The full post can be found at The American Prospect.
Well, it could have been worse. That is the best that can be said of the assaults on women’s equality and reproductive freedom carried out during the first 100 days of Donald Trump’s presidency—a stretch marked by grievous, if unsurprising, disdain for women’s fair treatment at home and around the globe.
That disdain was evident in the administration’s so far stalled attempt to “repeal and replace” Obamacare with a far less inclusive—and less female-friendly—Republican health plan. The noxious reversals that Trump and his minions have carried out in such a short time-frame is damage worth recalling at this critical benchmark.
Some of the harshest measures have international ramifications. Just a few days into his White House run, Trump reinstated the “global gag rule” (also known as the “Mexico City policy”), a ban on U.S. assistance to groups abroad that perform or even talk about abortion that has been a weighty political football tossed back and forth for decades. Beginning with Ronald Reagan in 1984, Republican presidents have imposed the gag rule, while Democratic presidents, including Jimmy Carter, Bill Clinton, and Barack Obama, have rescinded it.
Actually, Trump didn’t just re-impose the old funding ban, he super-sized it, extending its reach beyond U.S. family planning and reproductive health assistance to non-governmental groups overseas to all “global health assistance furnished by all departments or agencies.” There will be severe consequences. Under George W. Bush’s narrower gag rule, badly needed health clinics in developing countries were forced to shut down and the work of high-performing international family planning groups was seriously hampered. Millions of women and girls were kept from obtaining birth control, safe abortions, maternal care, and HIV-AIDS prevention advice. Abortion rates and maternal deaths from unsafe illegal abortions increased. The shift stymied political debate on abortion-related issues, along with America’s leadership on democracy and free-speech principles.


● Required action
Every record here must be copied exactly, except for the images it holds.

● Images for object localization
++++

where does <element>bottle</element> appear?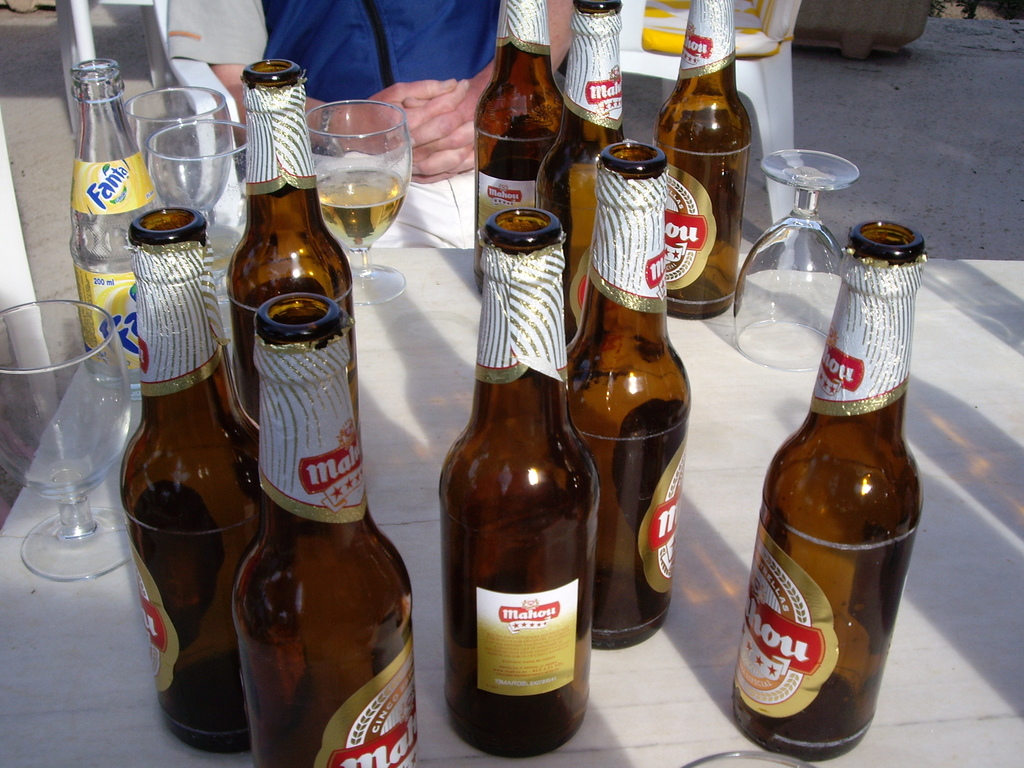
Appears at Rect(73, 60, 157, 375).
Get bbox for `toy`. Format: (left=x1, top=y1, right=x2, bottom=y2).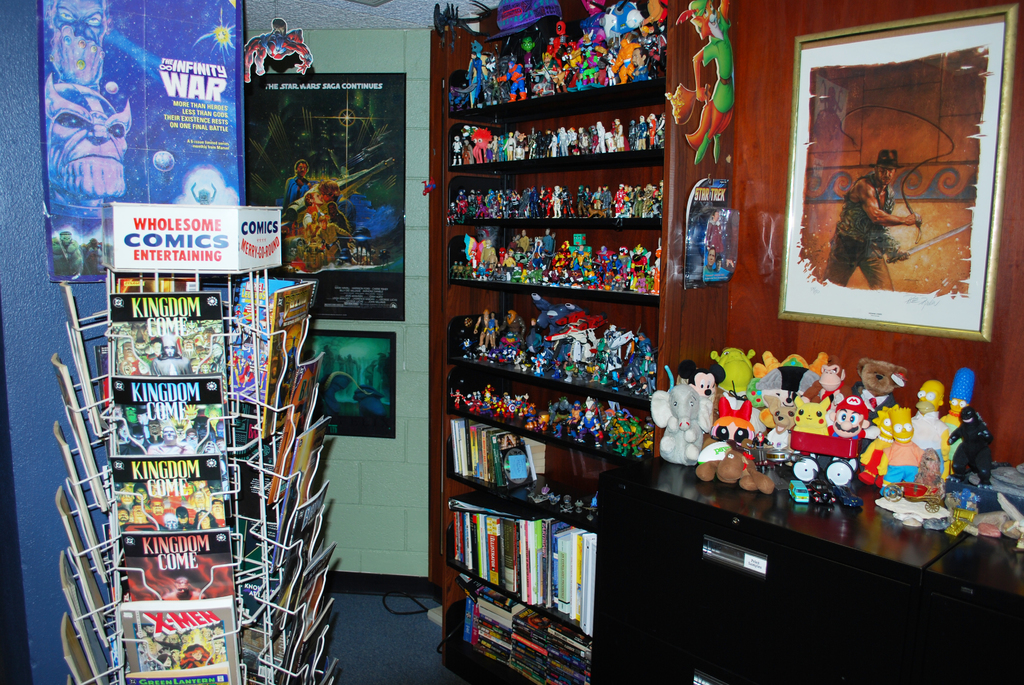
(left=453, top=390, right=654, bottom=466).
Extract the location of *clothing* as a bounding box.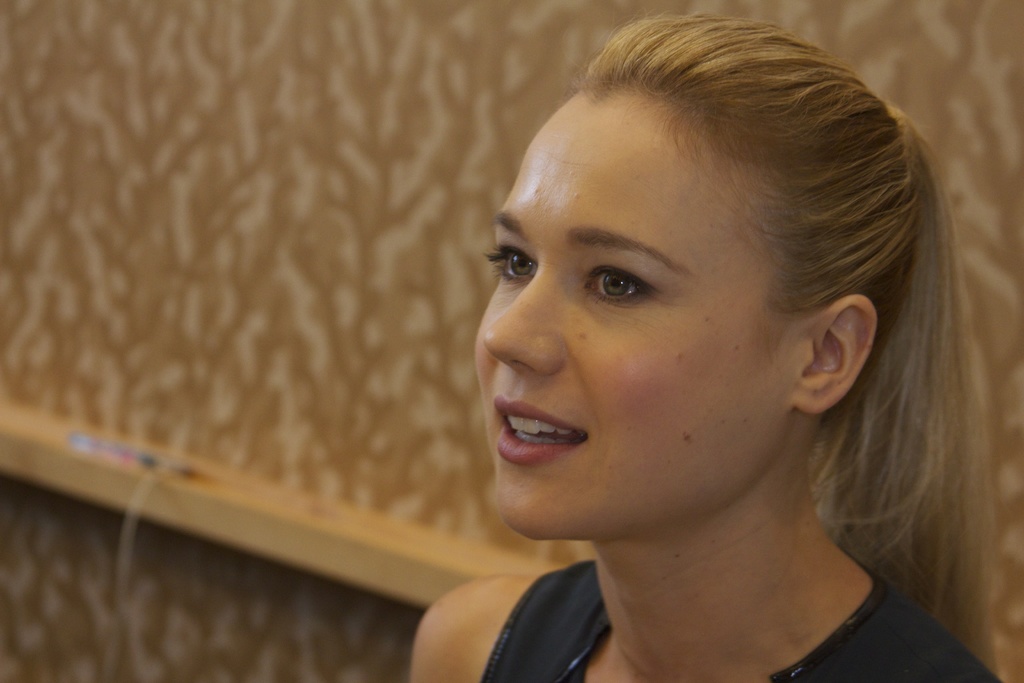
Rect(444, 481, 988, 682).
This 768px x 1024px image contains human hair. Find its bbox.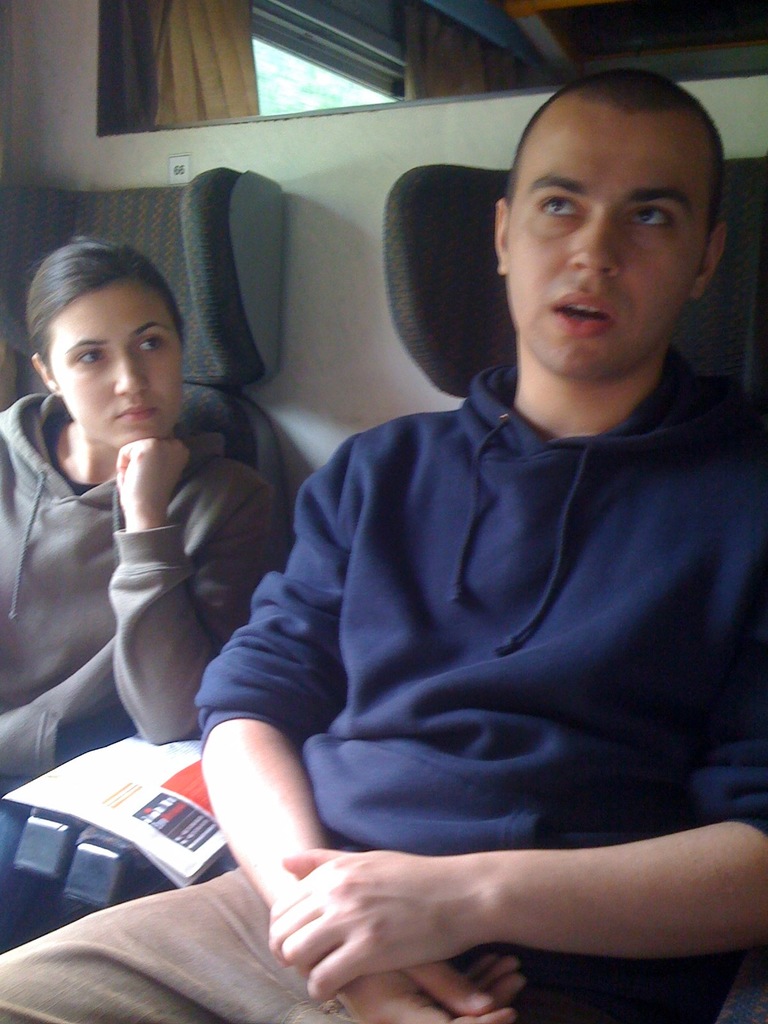
box=[506, 65, 723, 204].
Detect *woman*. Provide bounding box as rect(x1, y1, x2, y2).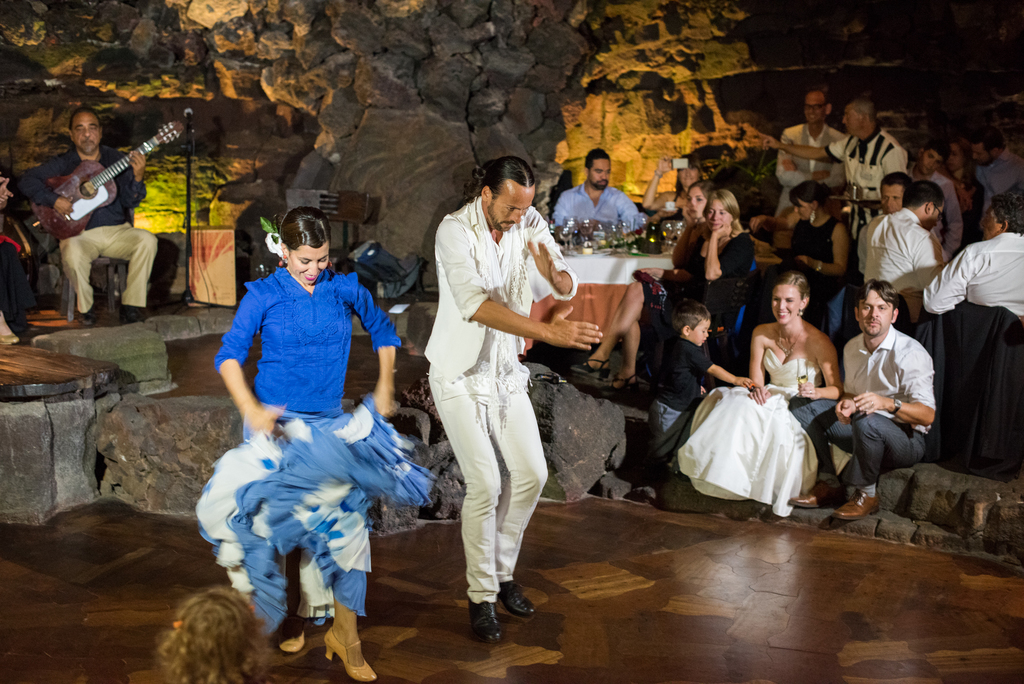
rect(189, 206, 433, 683).
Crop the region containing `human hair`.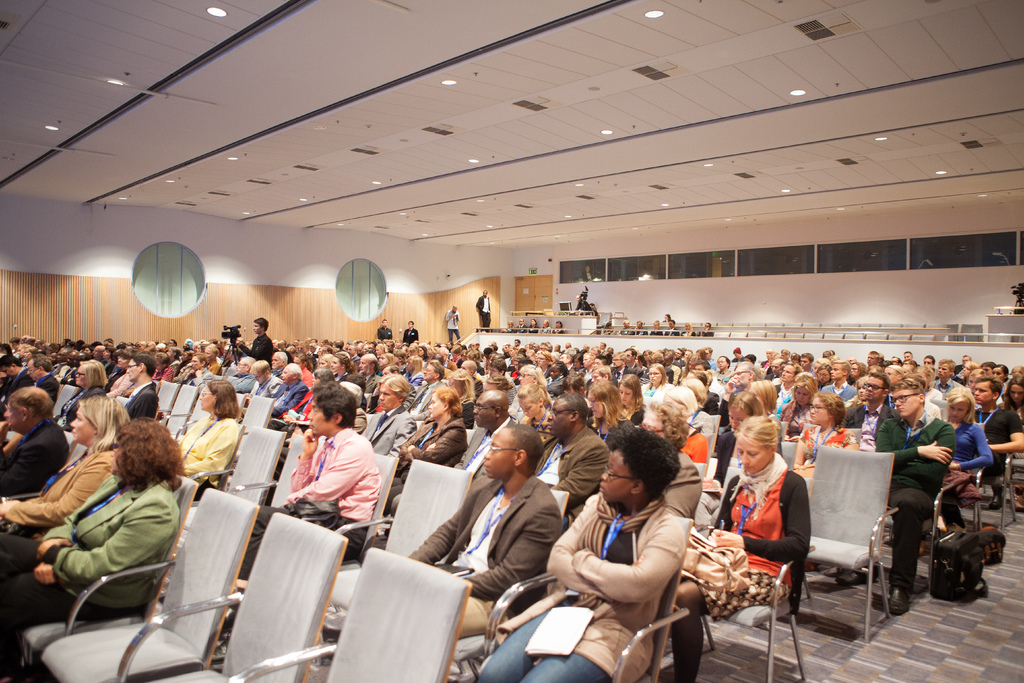
Crop region: 935,358,957,374.
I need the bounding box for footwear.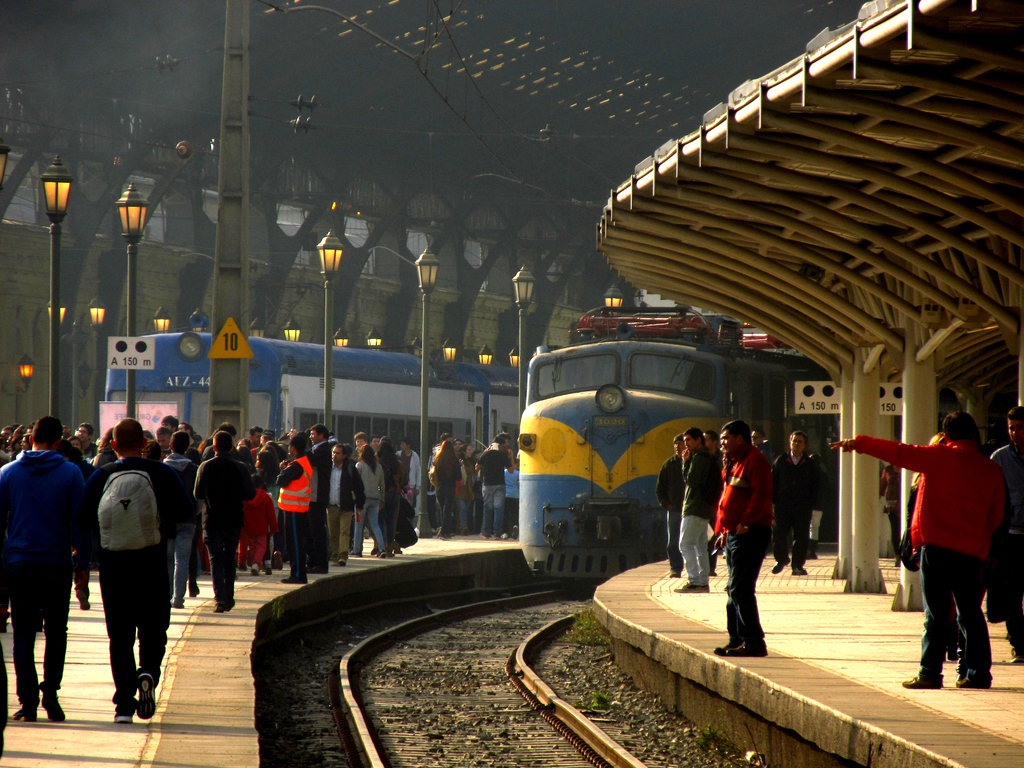
Here it is: BBox(906, 664, 941, 689).
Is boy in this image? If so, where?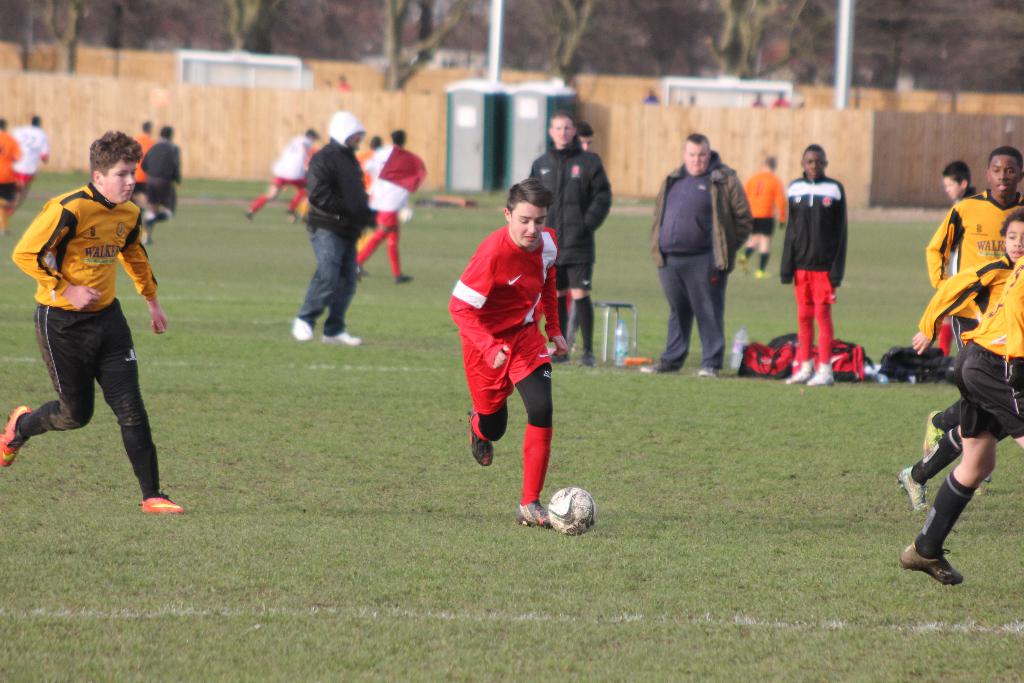
Yes, at select_region(901, 254, 1023, 587).
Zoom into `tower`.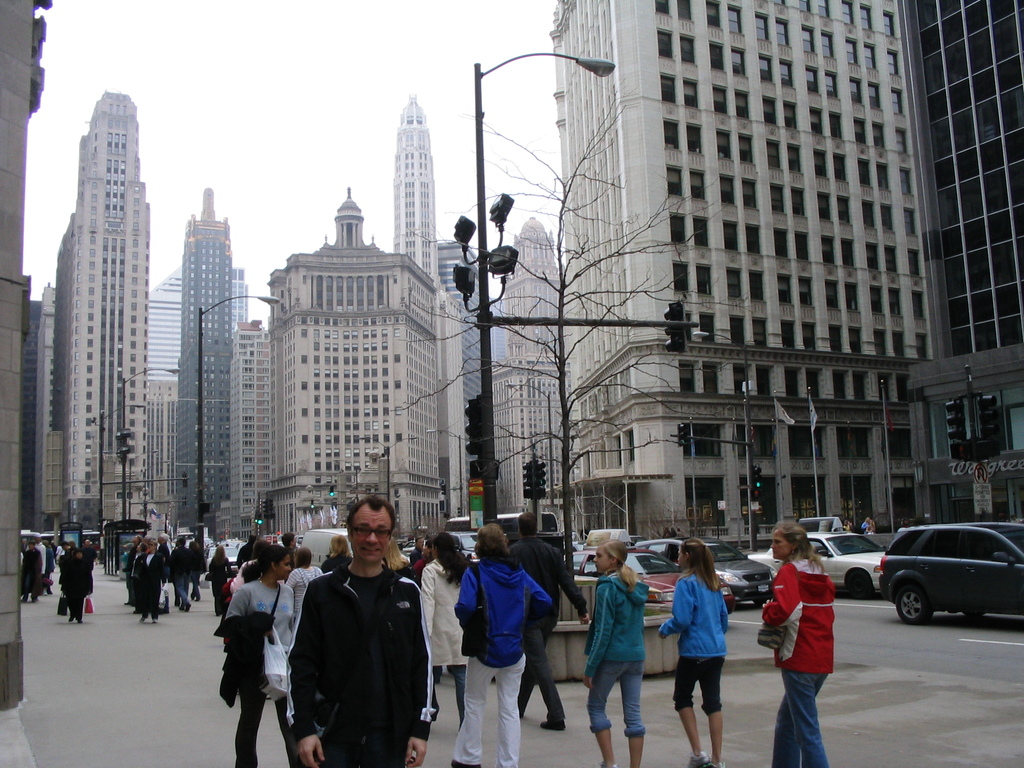
Zoom target: 172/180/232/535.
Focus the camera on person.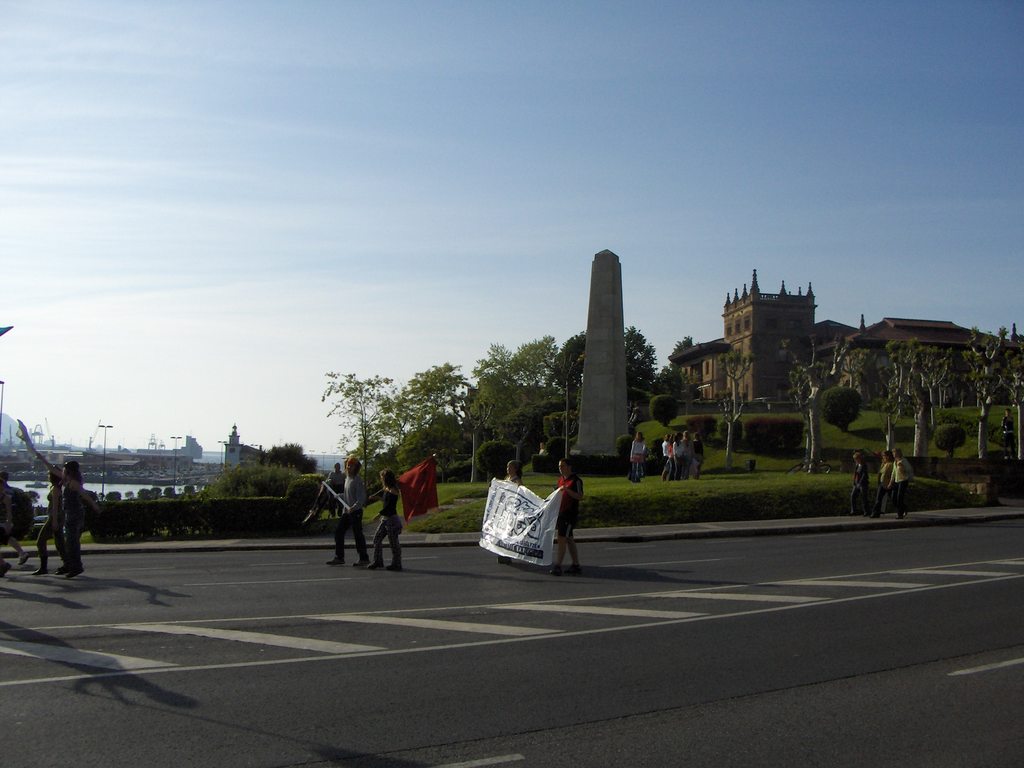
Focus region: 486:458:526:563.
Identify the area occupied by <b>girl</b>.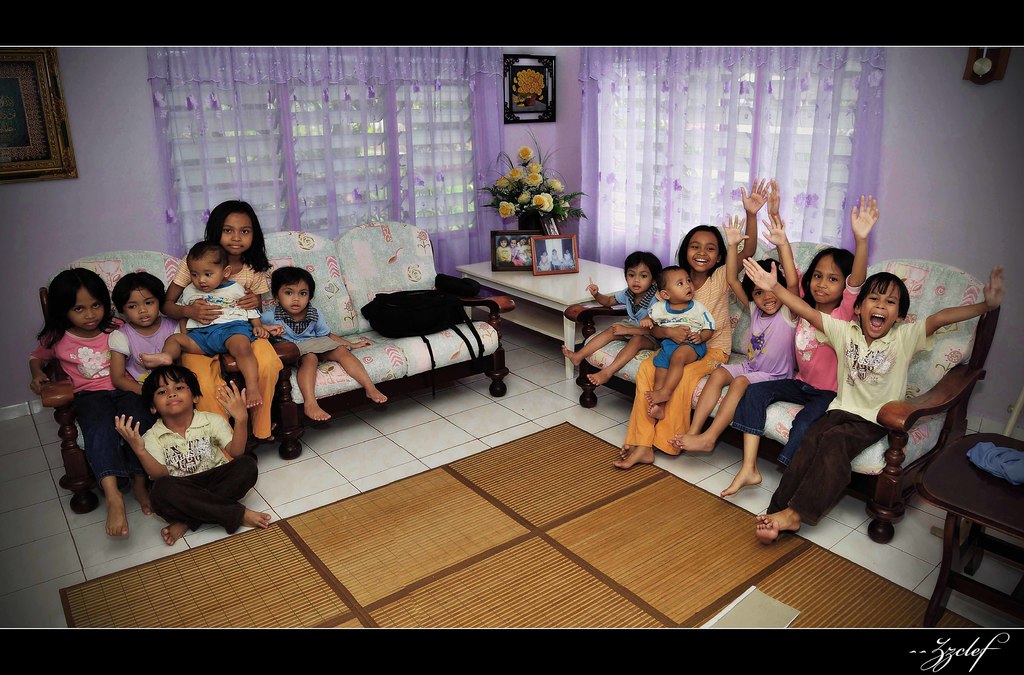
Area: {"left": 263, "top": 264, "right": 388, "bottom": 422}.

++++

● Answer section
where does <element>bottle</element> appear?
Appears at Rect(73, 60, 157, 375).
Get bbox for `toy`. Format: (left=x1, top=y1, right=x2, bottom=y2).
(left=453, top=390, right=654, bottom=466).
Extract the location of *clothing* as a bounding box.
Rect(444, 481, 988, 682).
This 768px x 1024px image contains human hair. Find its bbox.
box=[506, 65, 723, 204].
Detect *woman*. Provide bounding box as rect(x1, y1, x2, y2).
rect(189, 206, 433, 683).
Crop the region containing `human hair`.
Crop region: 935,358,957,374.
I need the bounding box for footwear.
Here it is: BBox(906, 664, 941, 689).
Is boy in this image? If so, where?
Yes, at select_region(901, 254, 1023, 587).
Zoom into `tower`.
Zoom target: 172/180/232/535.
Focus the camera on person.
Focus region: 486:458:526:563.
Identify the area occupied by <b>girl</b>.
Area: {"left": 263, "top": 264, "right": 388, "bottom": 422}.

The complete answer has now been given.